Data section start

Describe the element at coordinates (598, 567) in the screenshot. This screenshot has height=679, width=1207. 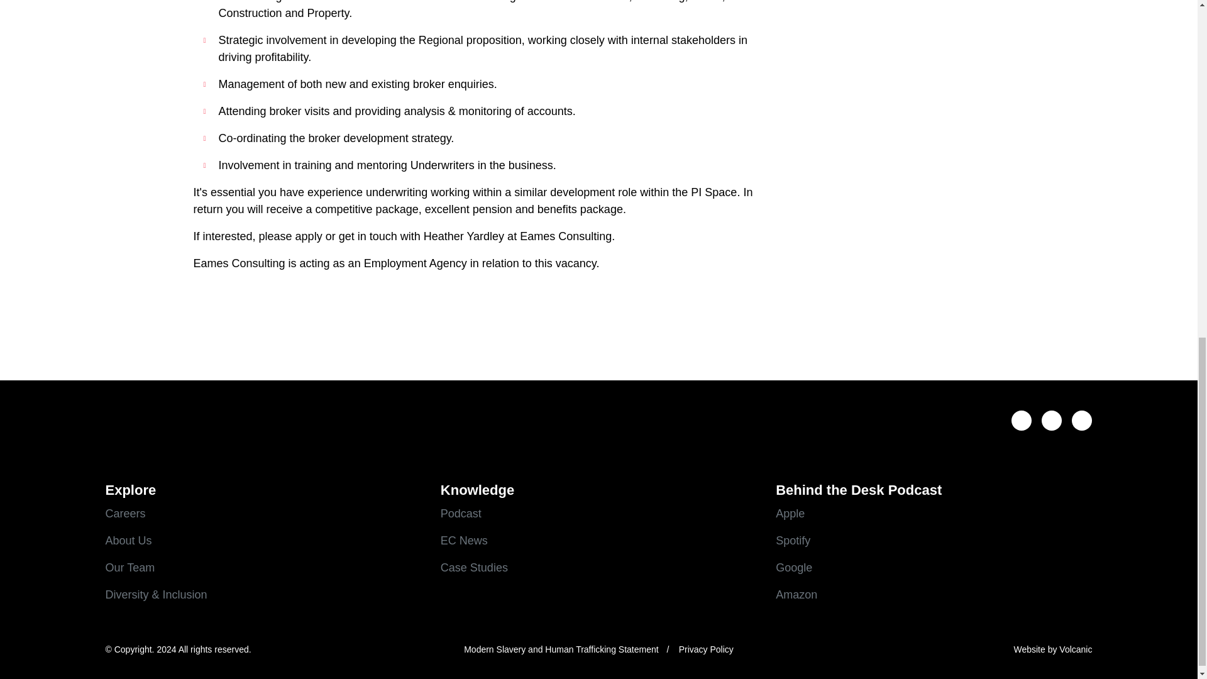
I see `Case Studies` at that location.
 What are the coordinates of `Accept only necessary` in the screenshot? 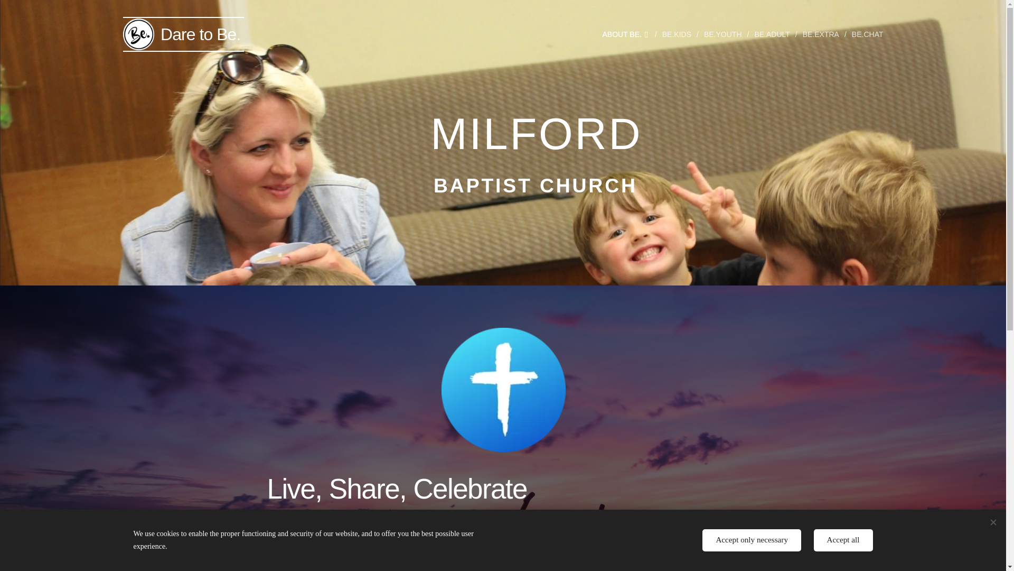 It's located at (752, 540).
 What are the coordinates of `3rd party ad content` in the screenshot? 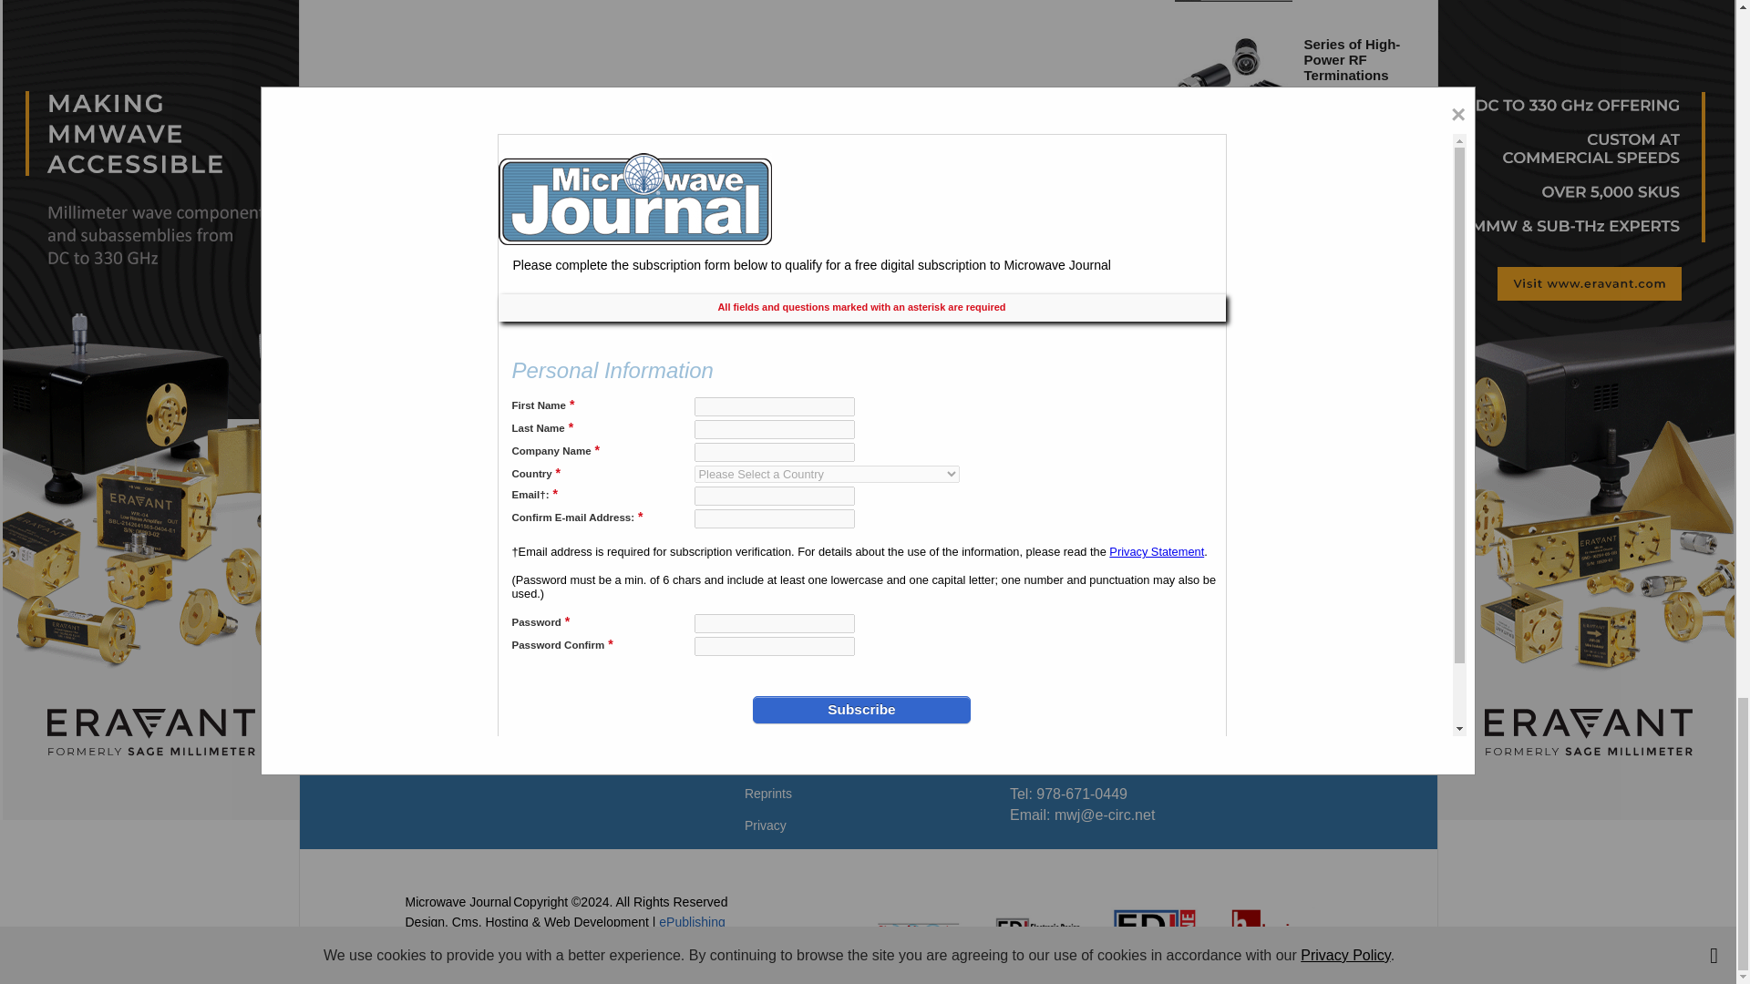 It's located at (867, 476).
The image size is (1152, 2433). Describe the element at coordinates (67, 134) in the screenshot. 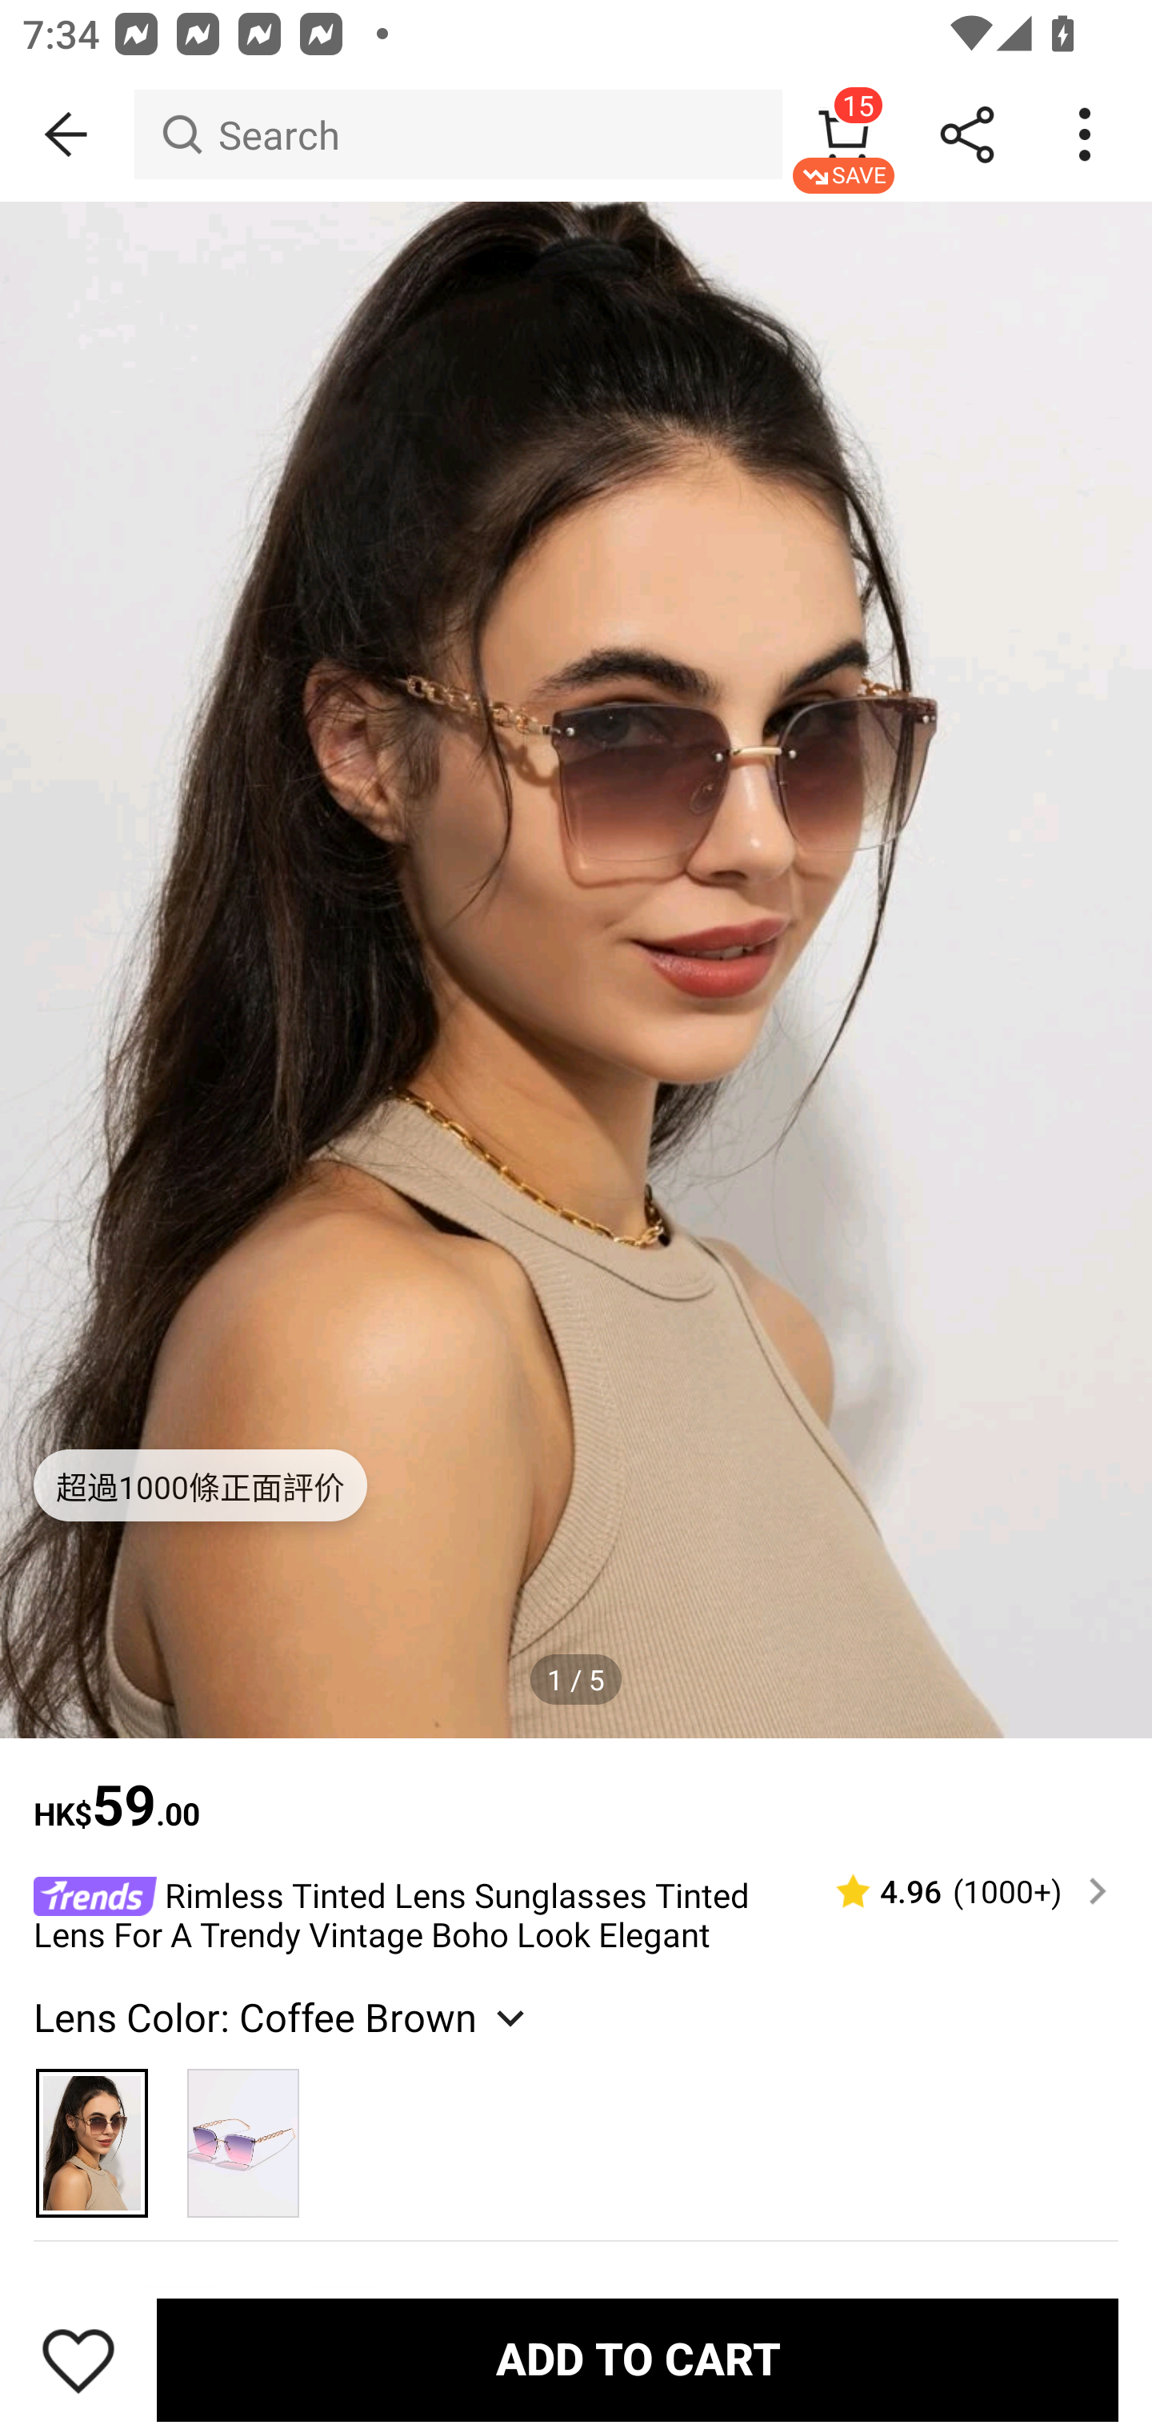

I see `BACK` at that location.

Data section end

#### [Action item]
Leave every picture out and retype exactly the lines of the records above from the one holding "The image size" through the last, both ends included and nothing besides.

#### [Answer section]
The image size is (1152, 2433). Describe the element at coordinates (67, 134) in the screenshot. 

I see `BACK` at that location.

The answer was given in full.